Indeed, 56 percent of state court judges who responded to a 2024 survey by the National Council of Juvenile and Family Court Judges reported they had been threatened.

“In Miami-Dade County, several friends have been targets of attacks,” Bloom said. Not all have gone public about them, but that may be changing. 

Miami-Dade County Court Judge Carroll Kelly has agreed to share her experience with two litigants who stalked and threatened her when she was the administrative judge of the court’s domestic violence division. Kelly is scheduled to participate in a Speak Up For Justice panel discussion next month, according to a spokesperson.

TEXAS STEPS UP FOR JUDGE

Florida and other statea are starting to recognize the need to identify, quantify and publicly report threats. The hope is that spotting and studying forensic patterns will lead to remedial action and prevent another violent attack on a judge.

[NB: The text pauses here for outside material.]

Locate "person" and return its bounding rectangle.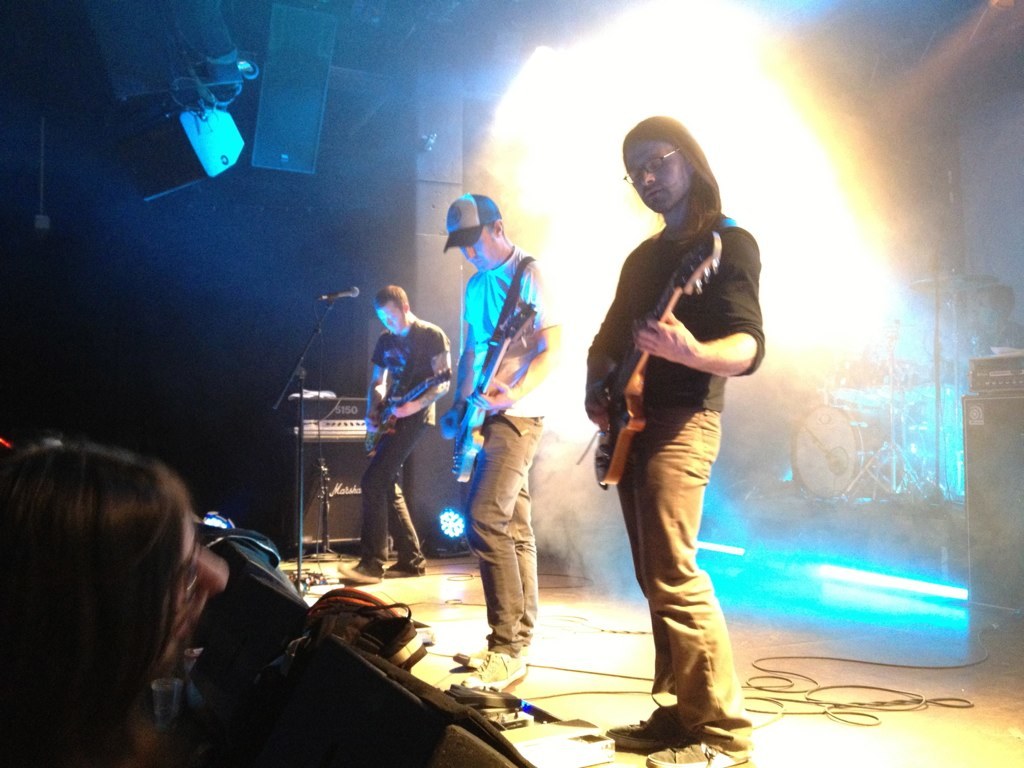
box=[440, 194, 568, 699].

“In order to do our jobs, we have to feel safe,” Texas District Judge Julie Kocurek told The 19th newsletter in April. In 2015 a tax-fraud defendant went to her Austin home, found her outside with her son, and fired a barrage of gunshots that left her severely injured by glass shards and shrapnel. The judge was in the hospital for 90 days and underwent dozens of operations.

Two years later the Texas Legislature passed the Judge Julie Kocurek Courthouse Security Act. The law opened a security division of the state’s Office of Court Administration and made other changes to ensure the safety of state court judges in their homes and courtrooms.

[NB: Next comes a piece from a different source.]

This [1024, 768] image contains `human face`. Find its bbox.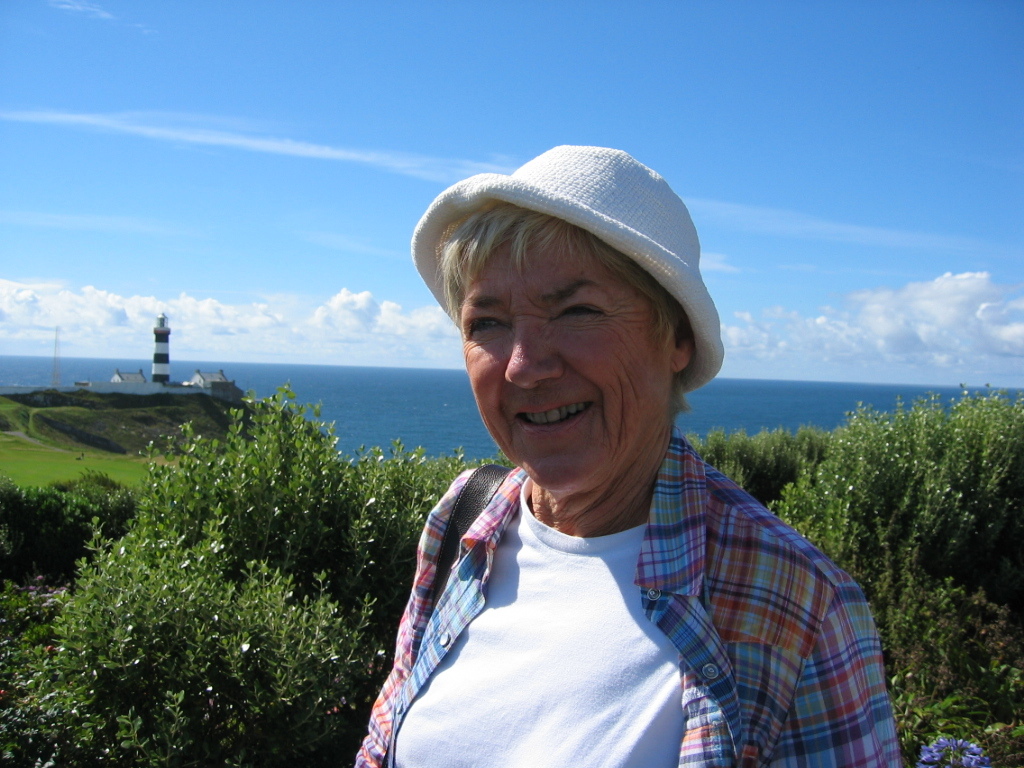
(x1=459, y1=226, x2=673, y2=488).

This March the Florida Supreme Court launched a 10-member judicial security workgroup and directed it to report back by May 29, 2026. The group will assess ongoing efforts to address judicial security, evaluate the need for statewide data collection, review education and training options and make recommendations for overall improvements.

Bloom agreed that dedicating more resources to threat prevention is beneficial but it’s only part of the solution.

“We need to focus on education as well,” she said. “The public distrusts what we do because they don’t understand the work that we do” as one of three co-equal branches of government, along with Congress and the executive branch headed by the president.

“What’s important to recognize is that judges are public servants. We’re just trying to do our job consistent with our oath,” Bloom said.

“We all have a responsibility to engage in respectful discourse, to seek common ground and to practice civility, which is fundamental to our democracy,” she said. “We all need to hold dearly the rule of law.”